There’s good news about young drivers: there are far fewer 16-year-olds to dodge
It’s not often that government statistics about teenagers are good news, but this is one of those rare times. In just-released government data, it seems that far fewer 16-year-olds are driving now than in years past.
Can I get an “Amen”?
According to the U.S. Department of Transportation’s Federal Highway Administration, only 30 percent of eligible 16-year-olds got their license to drive in 2008, compared to 44 percent in 1988. That means that in the last 20 years, the percentage of licensed 16-year-old drivers has gone way down.
I think that’s excellent news, but then it’s kind of personal for me. Ten years ago, a 16-year-old driver – licensed for just three weeks – rear-ended me and my family as we tried to turn into our own driveway, totaling our vehicle.
But why are far fewer 16-yearolds driving? A Washington Post article last week postulated that the drop in teen drivers indicates that getting a drivers’ license is not the be-all and end-all for teens that it was in decades past, largely due to their ability to hang out with friends online.
“A generation consumed by Facebook and text-messaging, by Xbox Live and smartphones, no longer needs to climb into a car to connect with friends,” the Post article said. Plus, kids have so many other things to do now, and with years of being shuttled to sports, lessons and shopping, they’re used to being driven. Contributing to the drop, too, may be the economic impact of breathtaking insurance rates for new teen drivers.
Graduated state licensing systems like Georgia’s, which have put new requirements for learner’s permits, driver’s ed, supervised practice and night driving, and restricting passengers in the car, may also be responsible for much of the decline in the number of licensed 16-yearolds. Statistics show those new rules are saving lives, both among teens and among other drivers.

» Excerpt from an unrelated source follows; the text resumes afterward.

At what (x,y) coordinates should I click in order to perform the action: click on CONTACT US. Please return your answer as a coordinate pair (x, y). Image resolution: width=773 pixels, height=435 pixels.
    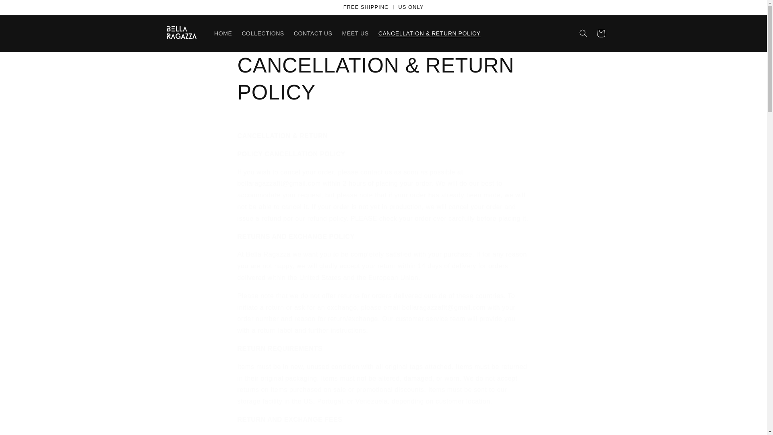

It wasn’t that way back when I got behind the wheel. It was unthinkable to me not to get my learner’s permit at 15 and my license the very day I turned 16. My father, to his great credit, had trained me hard and mercilessly, talking at length about what he was doing and seeing as I watched him drive through traffic. “Watch this guy,” he’d say. “He’s not looking. Look for the eyes, don’t trust a stop sign or a traffic light to stop a fool.”
That didn’t keep me from making a rookie mistake on my driving test. After successfully navigating blocks of big-city traffic and perfectly parallel parking my mother’s oceanliner sized Ford Country Squire station wagon, the state trooper said I’d passed and told me to pull back around to the start. Well, I pulled out without looking, and almost got creamed by a city bus. The trooper promptly failed me and told me I’d have to try again, since I’d almost killed us both. Some things you learn the hard way.
So the government figures are reassuring. Now, far fewer kids are taking their youthful enthusiasm and blind ignorance on the roads, entertaining themselves at home and preferring to let their electrons do the traveling. That’s fine with me.
And parents, remember that you are the final arbiter of whether or not your 16-year-old is ready to speed through the streets in two tons of steel. It doesn’t matter what the state of Georgia or the calendar says, they should drive only when you judge them to be capable and responsible.
Remember, the life you save may be their own.